I am not sure I understand your question. Are you talking about encrypting user credentials that are stored in the metatable for the remote instances? What have you tried so far? This is already documented: https://docs.sqlwatch.io/central-repository/data-import/SqlWatchImport/#credential-encryption

chrgraefe commented 2 years ago

Hi, I'm talking about the encryption of the user password of the central repository user stored in the app.config file of the importer

marcingminski commented 2 years ago

Can you help me understand the benefit? You would still need to keep the encryption key within the same config file as the encrypted password. Even if you used a machine key, anyone who has access to the application server will be able to decrypt the password. At the end of the day, the application will have to decrypt the password before it can talk to the central repository anyway.

The connection string can be encrypted via a web server so if someone hacks into the web server, they're not getting the connection strings to the database, but we're not running a webserver, just a console application within the internal network, not exposed to the internet.

Perhaps you should just limit access to the app.config file to administrators.

Having said that, this functionality can be added in the future versions if it is a justified requrement.

chrgraefe commented 2 years ago

Hi Marc,

this my configuration (extract) My missing point is, how to encrypt the key "CentralRepositorySqlSecret".

<appSettings>

<!-- Central repository connection details -->
<add key="CentralRepositorySqlInstance" value="amazon.sql-rds.server.com" />
<add key="CentralRepositorySqlDatabase" value="SqlWatchRepository" />

<!-- It is recommended to use Windows Authentication.
Even withouth an AD, you can create a new Windows Account and
SQL proxy, grant it access to the Central Repository database
and Run SQL Agent CMD step as that proxy -->
<add key="CentralRepositorySqlUser" value="SqlWatchRepository_User" />
<!-- Sql Password Encrypted with either Machine or User key-->
<add key="CentralRepositorySqlSecret" value="MySecretPassword" />

</appSettings>
marcingminski commented 2 years ago

Apologies, this must be my error as this comment should have been removed. I was looking at encrypting passwords (as it's the right to do) but then came to the above conclusion that it would provide very minimal benefit as the encryption key would be in the config file together with the encrypted string.
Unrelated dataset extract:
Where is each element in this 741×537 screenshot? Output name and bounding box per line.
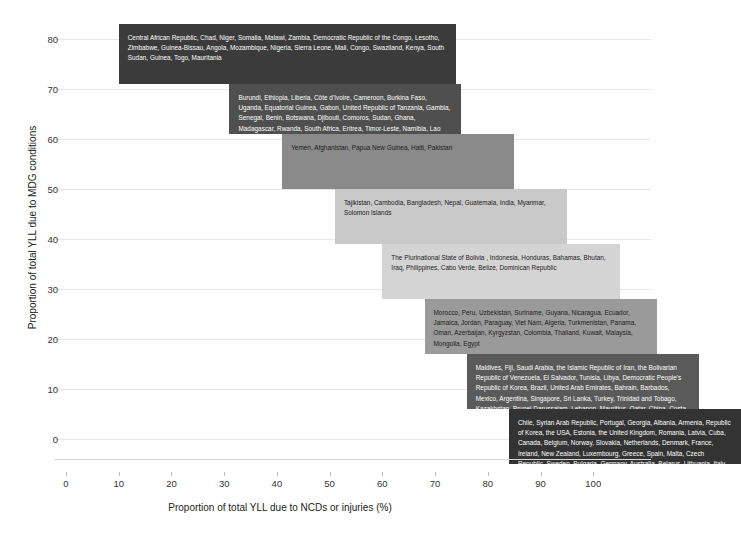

However, it's easily doable so happy to implement it if you really need it? If it's urgent for you, I can probably do a quick release that would encrypt central repo password for you.

chrgraefe commented 2 years ago

Hi I don't need the encryption, but decryption is applied for the CentralRepositorySqlSecret in the source code. https://github.com/marcingminski/sqlwatch/blob/7a57ce4f617772a97f28391f8d31182b15cd7171/SqlWatch.Monitor/Project.SqlWatchImport/SqlWatchInstance.cs#L43

marcingminski commented 2 years ago

This is for the remote instances. I do encrypt passwords for the remote instances and it makes perfect sense as they are stored in a table, and the encryption key in the config file so two different places. There is also a much higher risk as remote instances are production servers often storing all sorts of sensitive data. If anyone would get access to the SQLWATCH database they would not be able to get passwords out of it.

chrgraefe commented 2 years ago

Yes, I'm totally fine with it, but the same logic for en-/decryption is used for die central repository. Look here: https://github.com/marcingminski/sqlwatch/blob/7a57ce4f617772a97f28391f8d31182b15cd7171/SqlWatch.Monitor/Project.SqlWatchImport/Program.cs#L91

marcingminski commented 2 years ago

That's just getting plain text from the Config file. SqlSecret is just a name for the SqlPassword, it does not imply that the string is encrypted. (perhaps that's misleading?)

The only place where the secret decryption happens is in:

https://github.com/marcingminski/sqlwatch/blob/7a57ce4f617772a97f28391f8d31182b15cd7171/SqlWatch.Monitor/Project.SqlWatchImport/SqlWatchInstance.cs#L43

which is where we build a connection string to the remote instances. Tools.Decypt is used for decryption

chrgraefe commented 2 years ago

Yes, this right, but for the SqlWatchRepository the code is using the same logic of class "SqlWatchInstance" for repository and remote instances.